As as a friend, discipler, or counselor, you can’t give people something that God slowly perfects day by day. However, you can offer them biblical guidance, your prayers, and your support as a member of the body of Christ–all of which they need, and all of which will be helpful. What they really need is the wisdom of Christ that changes their hearts, which comes when God applies his word to their lives and they respond in faith and obedience. In the midst of a crisis, you can encourage the beginning of that process.
“Set Apart” for God or the World
As we deal with the problem of sexual sin, it is important to acknowledge another factor at work. What the Bible calls “the world” is a system of values and beliefs that aggressively seeks control of your heart. The world also has (if I can use this expression) a “sanctifying” influence, in the sense that the world seeks to set us apart for itself in contrast to God’s desire to set us apart for himself. A person who comes seeking help for sexual sins is a person who has been “set apart” by the world, who has allowed himself to continually indulge in the things presented to him by the world.
We must return to the biblical fact that sexuality is a spiritual act; it’s not primarily physical. It always involves the person’s spirit, either in accord with the will of God, communing with the Holy Spirit, or in rebellion against that will, trying to push the Holy Spirit out of the way.

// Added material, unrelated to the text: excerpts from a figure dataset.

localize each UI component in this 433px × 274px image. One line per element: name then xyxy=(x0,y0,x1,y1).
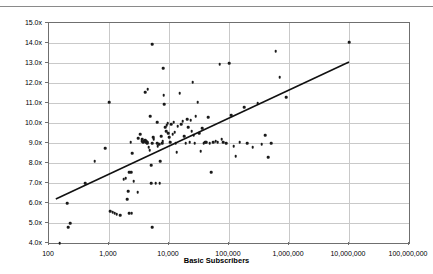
data-point xyxy=(198,132,201,135)
data-point xyxy=(230,114,233,117)
data-point xyxy=(146,141,149,144)
data-point xyxy=(130,171,133,174)
data-point xyxy=(246,142,249,145)
data-point xyxy=(169,141,172,144)
data-point xyxy=(194,142,197,145)
data-point xyxy=(184,142,187,145)
y-tick-label: 11.0x xyxy=(0,99,42,106)
y-tick-label: 14.0x xyxy=(0,39,42,46)
data-point xyxy=(232,145,235,148)
y-tick-label: 13.0x xyxy=(0,59,42,66)
data-point xyxy=(189,119,192,122)
data-point xyxy=(144,91,147,94)
data-point xyxy=(94,160,97,163)
data-point xyxy=(131,212,134,215)
data-point xyxy=(260,143,263,146)
data-point xyxy=(150,182,153,185)
data-point xyxy=(192,81,195,84)
data-point xyxy=(178,92,181,95)
data-point xyxy=(176,125,179,128)
data-point xyxy=(116,213,119,216)
y-tick-label: 12.0x xyxy=(0,79,42,86)
data-point xyxy=(238,141,241,144)
y-tick-label: 8.0x xyxy=(0,159,42,166)
data-point xyxy=(153,138,156,141)
data-point xyxy=(205,141,208,144)
data-point xyxy=(162,67,165,70)
data-point xyxy=(136,191,139,194)
data-point xyxy=(127,190,130,193)
data-point xyxy=(182,120,185,123)
data-point xyxy=(270,142,273,145)
data-point xyxy=(158,143,161,146)
data-point xyxy=(84,182,87,185)
data-point xyxy=(228,62,231,65)
data-point xyxy=(119,214,122,217)
top-divider-rule xyxy=(0,6,433,7)
data-point xyxy=(163,94,166,97)
gridline-vertical xyxy=(229,23,230,243)
data-point xyxy=(172,121,175,124)
y-tick-label: 6.0x xyxy=(0,199,42,206)
data-point xyxy=(150,164,153,167)
x-axis-title: Basic Subscribers xyxy=(0,256,433,265)
data-point xyxy=(151,226,154,229)
data-point xyxy=(149,149,152,152)
data-point xyxy=(168,136,171,139)
data-point xyxy=(104,147,107,150)
data-point xyxy=(188,141,191,144)
data-point xyxy=(348,41,351,44)
data-point xyxy=(58,242,61,245)
data-point xyxy=(154,182,157,185)
data-point xyxy=(196,101,199,104)
y-tick-label: 5.0x xyxy=(0,219,42,226)
data-point xyxy=(256,102,259,105)
data-point xyxy=(252,146,255,149)
data-point xyxy=(243,106,246,109)
data-point xyxy=(149,115,152,118)
data-point xyxy=(167,132,170,135)
data-point xyxy=(131,152,134,155)
y-tick-label: 10.0x xyxy=(0,119,42,126)
data-point xyxy=(156,121,159,124)
data-point xyxy=(187,126,190,129)
data-point xyxy=(175,142,178,145)
y-tick-label: 7.0x xyxy=(0,179,42,186)
data-point xyxy=(66,202,69,205)
data-point xyxy=(166,122,169,125)
data-point xyxy=(218,63,221,66)
data-point xyxy=(160,135,163,138)
data-point xyxy=(193,134,196,137)
data-point xyxy=(69,222,72,225)
data-point xyxy=(278,76,281,79)
data-point xyxy=(183,135,186,138)
data-point xyxy=(108,101,111,104)
y-tick-label: 15.0x xyxy=(0,19,42,26)
data-point xyxy=(67,226,70,229)
data-point xyxy=(129,141,132,144)
data-point xyxy=(209,142,212,145)
data-point xyxy=(146,88,149,91)
data-point xyxy=(126,198,129,201)
data-point xyxy=(264,134,267,137)
data-point xyxy=(158,182,161,185)
data-point xyxy=(195,115,198,118)
data-point xyxy=(216,141,219,144)
data-point xyxy=(163,103,166,106)
data-point xyxy=(124,177,127,180)
data-point xyxy=(285,96,288,99)
data-point xyxy=(225,142,228,145)
data-point xyxy=(207,116,210,119)
y-tick-label: 4.0x xyxy=(0,239,42,246)
scatter-chart: Multiple of Operating Cash Flow 4.0x5.0x… xyxy=(0,0,433,274)
gridline-vertical xyxy=(349,23,350,243)
data-point xyxy=(210,171,213,174)
gridline-vertical xyxy=(289,23,290,243)
data-point xyxy=(200,150,203,153)
plot-area xyxy=(48,22,410,244)
data-point xyxy=(267,156,270,159)
data-point xyxy=(186,118,189,121)
data-point xyxy=(235,155,238,158)
data-point xyxy=(159,160,162,163)
data-point xyxy=(162,140,165,143)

In contrast, the world presents sexuality as a biological act in what I call a hydraulic model of pressure. We often hear about people having “sexual tension.” We are told that their sexual tension will build up and that when they have sex, their sexual tension is released. After a while it builds up until it is again released. When the pressure is building, the world implies that we are powerless to resist. Sometimes, even Christians think that way and misquote 1 Corinthians 7:1-8 to bolster their argument that marriage is a provision for passion: “Paul says it’s better to marry than to burn.”
But as many married men have discovered, the flesh is insatiable. It does not operate on the principle of tension release. The human heart is insatiably pursuing evil. As Jeremiah 17:9 summarizes, “The heart is deceitful above all things and beyond cure.” That is the problem sexual sin reveals and God’s Word addresses. We need to have our hearts continually sanctified before God.
In that sense, everywhere I look in scripture I see the issue of porneia addressed, the issues of masturbation, pornography, sexual perversion, child molestation, pedophilia, and all the other things people getting to. The Bible does have a lot to say about them, but not from a technique standpoint; the issue is not psychological techniques. The issue is that God intended sexuality to be an expression of communion and intimacy. It’s a metaphor for our relationship with Christ. We seem to find all manner of ways to avoid that reality.
Sexuality is primarily a spiritual act, not a biological one. It’s not a problem of dealing with our drives but of sanctifying our hearts. When you seek to help people, you want to keep that in the forefront of their minds. Often, when people come for help, they are terribly disappointed with a biblical approach because they want a solution that doesn’t require them to subject their wills to the Holy Spirit. Simply put, their approach to the problem is the problem.
But Christians who have committed themselves by faith to obey God’s Word are strengthening themselves spiritually through that obedience. Like well-conditioned athletes, they will be better equipped and empowered to resist the specific enemy or desire, because they have submitted their hearts to the work of the Spirit. As they allow him to complete Christ’s redemptive work in their lives, they can affirm what the psalmist says: if I hide God’s Word in my heart, I will not sin against him.
Jeffrey S. Black is associate pastor at Calvary Chapel in Philadelphia and an adjunct faculty member of the Christian Counseling and Educational Foundation’s School of Biblical Counseling in Glenside, Pennsylvania.